Performing Statistics is a program developed by these organizations, as well as VCU students wishing to get involved, to give an artistic avenue for those affected by youth incarceration to have their voice be heard. The program intends to talk about the different avenues available to have a conversation about the juvenile justice system.
“Our goal is to create a conversation saying that you don’t have to just be focused in criminal justice to get involved,” said Kiantee White, vice president of VCU’s NAACP chapter. “You can be in the arts, you can be in social work, you can be in business. You can use all of these different avenues to advocate for the youth.”
Performing Statistics presented an art exhibit of works created by youth currently at the Richmond Detention Center to raise awareness for their cause. The exhibit was on display on the lawn in front of VCU’s Harris Hall on April 15. Through the project, Performing Statistics hopes to use these works of art to advocate community-based alternatives to juvenile correction facilities.
“Each piece was voices of actual youth who have been in an actual detention center in Virginia,” White said. “Their experiences, how it has affected them, how it has impacted them, things like that. They all speak directly to what impact youth incarceration has on them.”
A central and focus of the organization is to educate the public and policymakers about the “school-to-prison pipeline.” The American Civil Liberties Union stated that, “The ‘school-to-prison pipeline’ refers to the policies and practices that push our nation’s schoolchildren, especially our most at-risk children, out of classrooms and into the juvenile and criminal justice systems. This pipeline reflects the prioritization of incarceration over education.”
Jeree Thomas, an attorney with the Legal Aid Justice Center, started her career focusing on the educational needs of incarcerated youth and brought that background to Performing Statistics. Thomas said that a priority of the project is to create an entry point for people to learn about the problems associated with mass incarceration and to eliminate the disconnect between the policymakers and the actual people affected by those policies.

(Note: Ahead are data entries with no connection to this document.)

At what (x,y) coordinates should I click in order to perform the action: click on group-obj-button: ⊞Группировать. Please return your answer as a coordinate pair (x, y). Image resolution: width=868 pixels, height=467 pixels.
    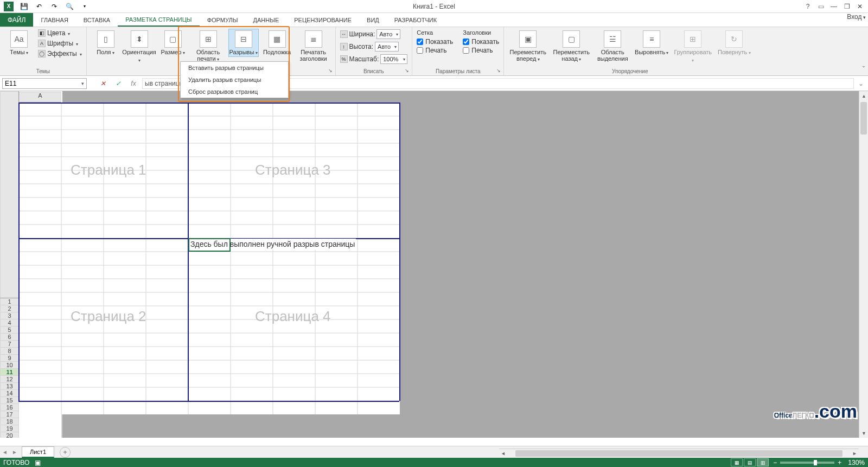
    Looking at the image, I should click on (693, 47).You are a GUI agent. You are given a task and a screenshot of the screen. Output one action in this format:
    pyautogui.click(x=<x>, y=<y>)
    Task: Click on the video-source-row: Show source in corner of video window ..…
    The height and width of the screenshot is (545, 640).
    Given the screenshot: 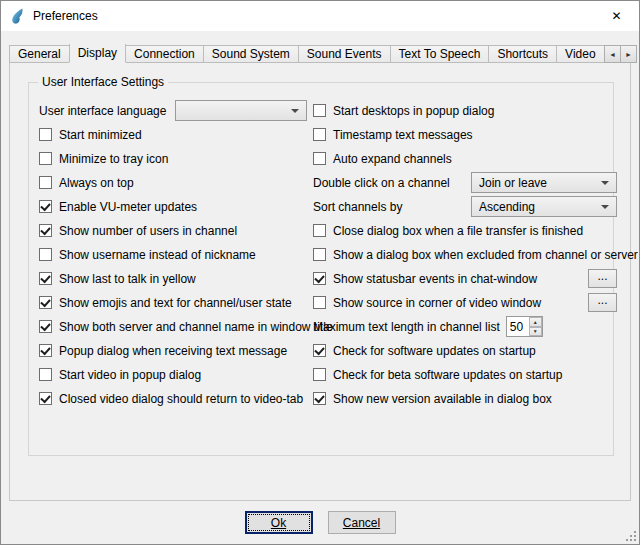 What is the action you would take?
    pyautogui.click(x=465, y=302)
    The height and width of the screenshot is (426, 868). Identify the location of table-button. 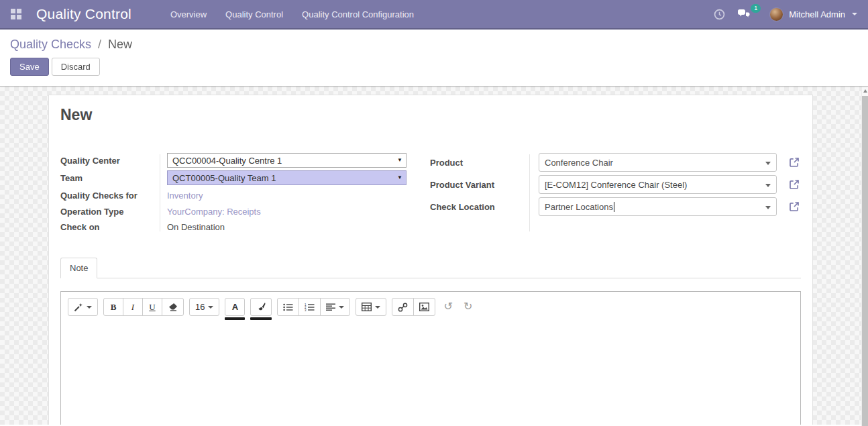
(371, 307).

“Many of the lawmakers have no concept of the humanity and the personalities and the dreams of the young people who are incarcerated,” Thomas said. “I think that [the project] was really impactful because it’s just not voices that they usually hear in the General Assembly.”

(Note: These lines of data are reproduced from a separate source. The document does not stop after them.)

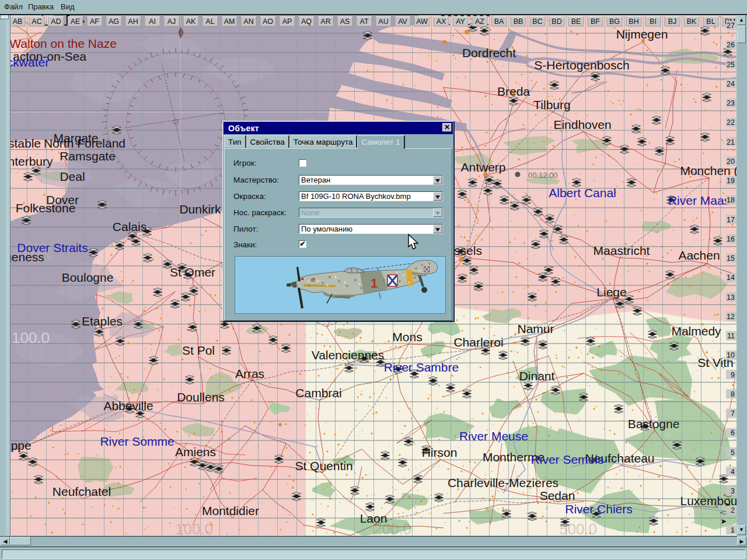 The width and height of the screenshot is (747, 560). I want to click on svg-text: Mons, so click(407, 337).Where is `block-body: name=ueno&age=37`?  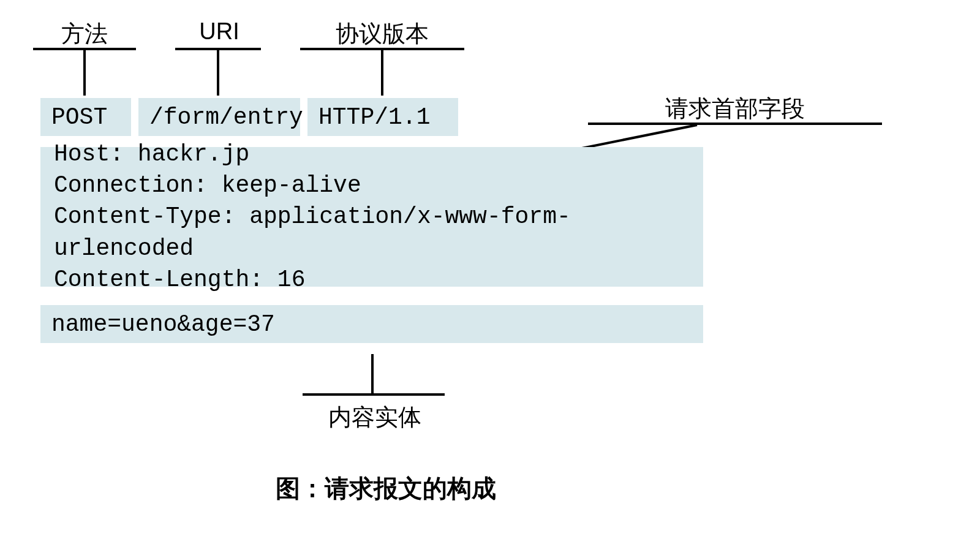 block-body: name=ueno&age=37 is located at coordinates (372, 324).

Those involved in the program are currently working to combat an amendment to the bond bill proposed by Gov. Terry McAuliffe to fund the construction of a new juvenile corrections facility in Chesapeake. A collection of signatures from an online petition and physical postcard distribution will be delivered to the General Assembly on Wednesday, in time for the vote about the funding for the center. Thomas said that the signatures come from those who “disagree with rushing to open a new facility without having an open, transparent conversation about whether or not we need this same model of facility.”
The program plans on continuing their work with the teenagers at the Richmond Detention Center in the coming year. They recently raised half a million dollars to continue the project for at least the next three years, according to Trey Hartt, Deputy Director of Art 180 and a co-organizer of the Performing Statistics project.

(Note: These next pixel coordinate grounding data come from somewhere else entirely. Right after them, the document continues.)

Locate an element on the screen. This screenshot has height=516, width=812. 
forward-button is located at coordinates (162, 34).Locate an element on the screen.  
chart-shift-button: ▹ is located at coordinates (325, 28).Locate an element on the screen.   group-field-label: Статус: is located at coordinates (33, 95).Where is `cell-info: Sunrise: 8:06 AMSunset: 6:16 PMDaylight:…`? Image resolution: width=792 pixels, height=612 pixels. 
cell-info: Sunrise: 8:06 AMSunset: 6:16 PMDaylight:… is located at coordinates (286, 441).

Art 180, a youth arts non-profit, contributes as a partner on the project by using arts as an avenue for activism. This idea lead to the art exhibition of the work of the children currently serving time in the Richmond area and using the community as support. Art 180 provides the artistic perspective to strategically and creatively guide the project forward.
“We want to use art as a way to humanize the juvenile justice system and especially the kids that are involved in that system, and then connect it to policy,” Hartt said. “The system is broken and it needs to change.”